EconPapers    
Economics at your fingertips  
 

Barriers to Integrating Sustainability in Hospitality Education: Insights from Australian Academia

Taghreed Aljaffal (), Pheroza Daruwalla, Karina Wardle, Haitham Abdelrazaq and Terry Sloan
Additional contact information
Taghreed Aljaffal: Southern Cross Institute, Parramatta, NSW 2150, Australia
Pheroza Daruwalla: School of Business, Western Sydney University, Parramatta, NSW 2150, Australia
Karina Wardle: School of Business, Western Sydney University, Parramatta, NSW 2150, Australia
Haitham Abdelrazaq: Academies Australasia Polytechnic (AAPoly), Sydney, NSW 2000, Australia
Terry Sloan: School of Business, Western Sydney University, Parramatta, NSW 2150, Australia

Sustainability, 2025, vol. 17, issue 21, 1-23

Abstract: Although Sustainability Education (SE) is widely recognised as a priority across higher education, hospitality programmes often struggle to implement SE in meaningful and impactful ways. Given the hospitality sector’s resource-intensive operations and significant social footprint, SE is critical for fostering future leaders who can drive ethical, innovative, and transformative change. However, educators’ perspectives on how SE is integrated into hospitality curricula remain underexplored. This study addresses that gap by examining how educators perceive and interpret the integration of SE within Australian university programmes through a constructivist lens, recognising sustainability understanding as socially constructed through professional and institutional contexts. Twelve hospitality academics were recruited through convenience and snowball sampling and participated in semi-structured interviews. The data were thematically analysed using NVivo 14. Findings reveal four barriers, institutional constraints, curriculum overload with weak assessment frameworks, cultural resistance, and fragile industry–academic linkages. Leadership commitment and educator training emerged as critical enablers for advancing meaningful SE. The study concludes that hospitality curricula require stronger pedagogical innovation to move beyond tokenistic approaches. Embedding sustainability as a graduate attribute, supported by clear policies, measurable indicators, and industry–academic partnerships, is essential for systemic transformation aligned with SDG 4 (Quality Education) and SDG 12 (Responsible Consumption and Production).

Keywords: sustainability education; hospitality curriculum; tokenism; higher education; Australia (search for similar items in EconPapers)
JEL-codes: O13 Q Q0 Q2 Q3 Q5 Q56 (search for similar items in EconPapers)
Date: 2025
References: Add references at CitEc
Citations:

Downloads: (external link)
https://www.mdpi.com/2071-1050/17/21/9863/pdf (application/pdf)
https://www.mdpi.com/2071-1050/17/21/9863/ (text/html)

Related works:
This item may be available elsewhere in EconPapers: Search for items with the same title.

Export reference: BibTeX RIS (EndNote, ProCite, RefMan) HTML/Text

Persistent link: https://EconPapers.repec.org/RePEc:gam:jsusta:v:17:y:2025:i:21:p:9863-:d:1787856

Access Statistics for this article

Sustainability is currently edited by Ms. Alexandra Wu

More articles in Sustainability from MDPI
Bibliographic data for series maintained by MDPI Indexing Manager ().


### What you should do
Report how many lines of the data contain the string "title". Add nothing.

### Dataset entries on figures
^^^^^^^^^^^^^^^^

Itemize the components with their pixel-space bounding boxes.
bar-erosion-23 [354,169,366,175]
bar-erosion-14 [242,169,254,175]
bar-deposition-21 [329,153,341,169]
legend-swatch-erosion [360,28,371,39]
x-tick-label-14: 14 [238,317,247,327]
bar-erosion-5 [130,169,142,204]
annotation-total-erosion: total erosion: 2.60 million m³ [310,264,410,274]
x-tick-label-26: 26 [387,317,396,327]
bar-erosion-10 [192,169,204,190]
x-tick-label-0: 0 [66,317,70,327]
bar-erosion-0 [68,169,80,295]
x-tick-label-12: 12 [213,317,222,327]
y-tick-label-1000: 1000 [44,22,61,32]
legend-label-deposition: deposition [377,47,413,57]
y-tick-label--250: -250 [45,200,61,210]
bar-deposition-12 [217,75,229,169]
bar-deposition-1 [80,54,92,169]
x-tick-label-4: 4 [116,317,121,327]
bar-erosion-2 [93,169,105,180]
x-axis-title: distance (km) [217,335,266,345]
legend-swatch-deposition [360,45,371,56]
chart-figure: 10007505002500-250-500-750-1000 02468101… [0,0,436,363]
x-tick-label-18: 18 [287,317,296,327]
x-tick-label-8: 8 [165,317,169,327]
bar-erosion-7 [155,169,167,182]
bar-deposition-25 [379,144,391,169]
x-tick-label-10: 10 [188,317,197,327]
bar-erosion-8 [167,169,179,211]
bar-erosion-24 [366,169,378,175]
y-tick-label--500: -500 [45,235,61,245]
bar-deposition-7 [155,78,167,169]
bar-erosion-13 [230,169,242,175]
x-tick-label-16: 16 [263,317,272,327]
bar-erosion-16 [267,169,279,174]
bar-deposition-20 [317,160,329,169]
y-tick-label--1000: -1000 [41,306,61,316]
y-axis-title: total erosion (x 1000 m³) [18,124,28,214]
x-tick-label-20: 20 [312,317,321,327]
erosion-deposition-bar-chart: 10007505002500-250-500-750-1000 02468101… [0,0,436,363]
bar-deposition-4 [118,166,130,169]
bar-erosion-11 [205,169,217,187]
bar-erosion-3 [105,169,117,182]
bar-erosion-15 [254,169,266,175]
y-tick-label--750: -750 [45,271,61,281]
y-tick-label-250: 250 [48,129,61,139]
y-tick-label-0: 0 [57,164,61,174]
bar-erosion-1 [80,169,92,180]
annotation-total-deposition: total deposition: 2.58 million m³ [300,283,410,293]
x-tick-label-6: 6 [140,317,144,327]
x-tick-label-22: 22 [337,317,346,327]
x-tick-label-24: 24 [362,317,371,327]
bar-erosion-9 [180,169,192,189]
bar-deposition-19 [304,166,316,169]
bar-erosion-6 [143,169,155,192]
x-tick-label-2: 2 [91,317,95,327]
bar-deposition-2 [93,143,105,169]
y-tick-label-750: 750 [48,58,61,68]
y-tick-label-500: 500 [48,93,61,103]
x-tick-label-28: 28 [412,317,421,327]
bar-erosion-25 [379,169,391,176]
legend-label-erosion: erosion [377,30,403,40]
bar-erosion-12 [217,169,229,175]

^^^^^^^^^^^^^^^^

### Output of the exercise
2